(Data to process begins)

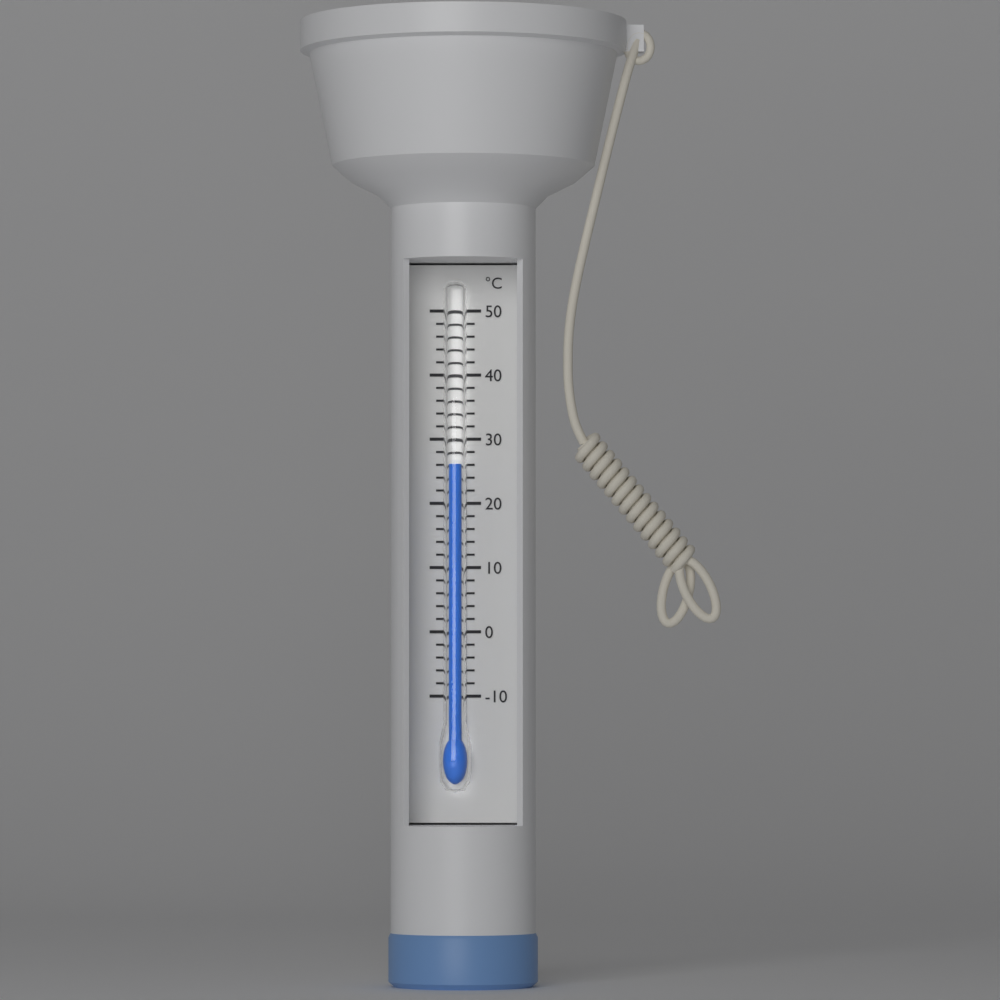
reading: 26 °C
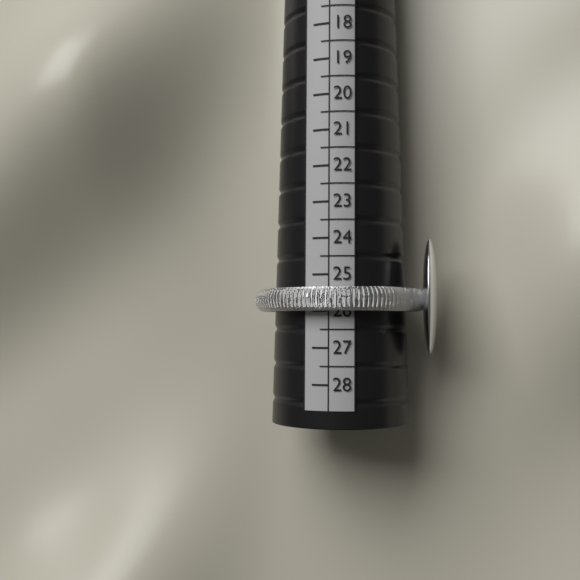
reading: 26.0 (no unit)
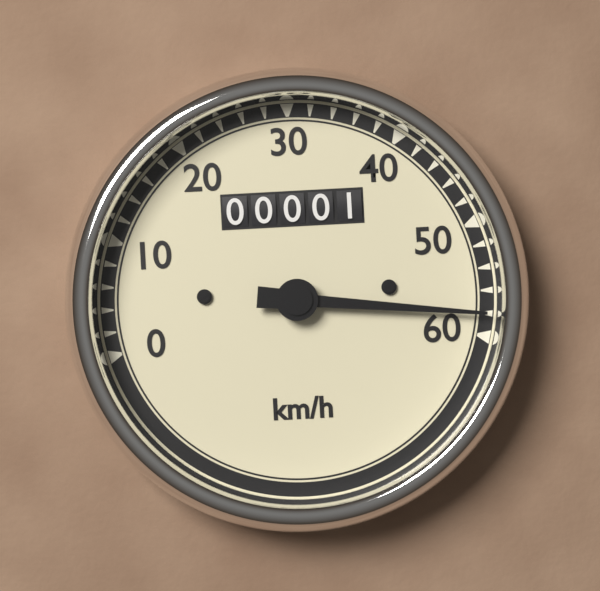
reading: 58 km/h
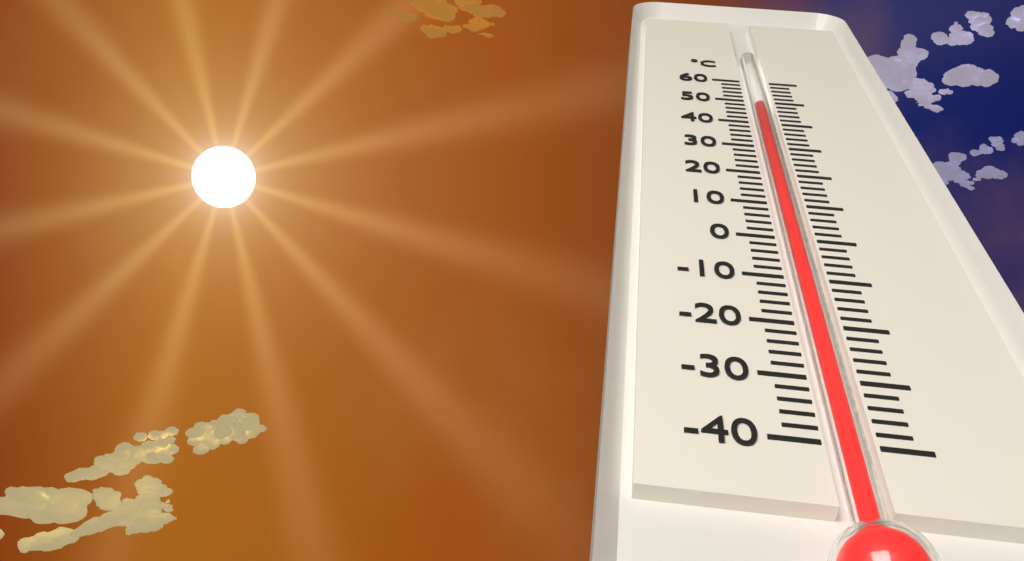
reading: 48 °C
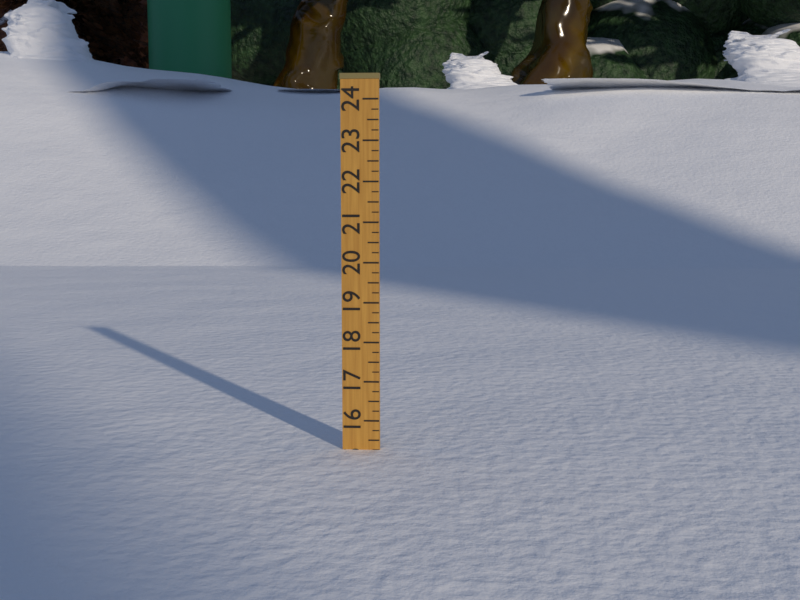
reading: 15.25 (no unit)
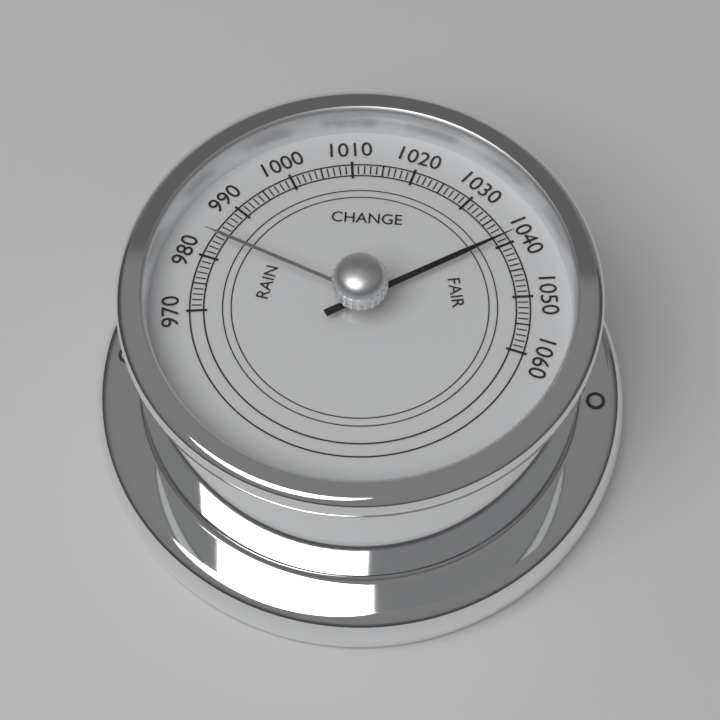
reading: 1039 (no unit)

(Data to process ends)

(Task statement): Copy every record exactly as written, leaving out the pictures.

(Your response):
reading: 26 °C
reading: 26.0 (no unit)
reading: 58 km/h
reading: 48 °C
reading: 15.25 (no unit)
reading: 1039 (no unit)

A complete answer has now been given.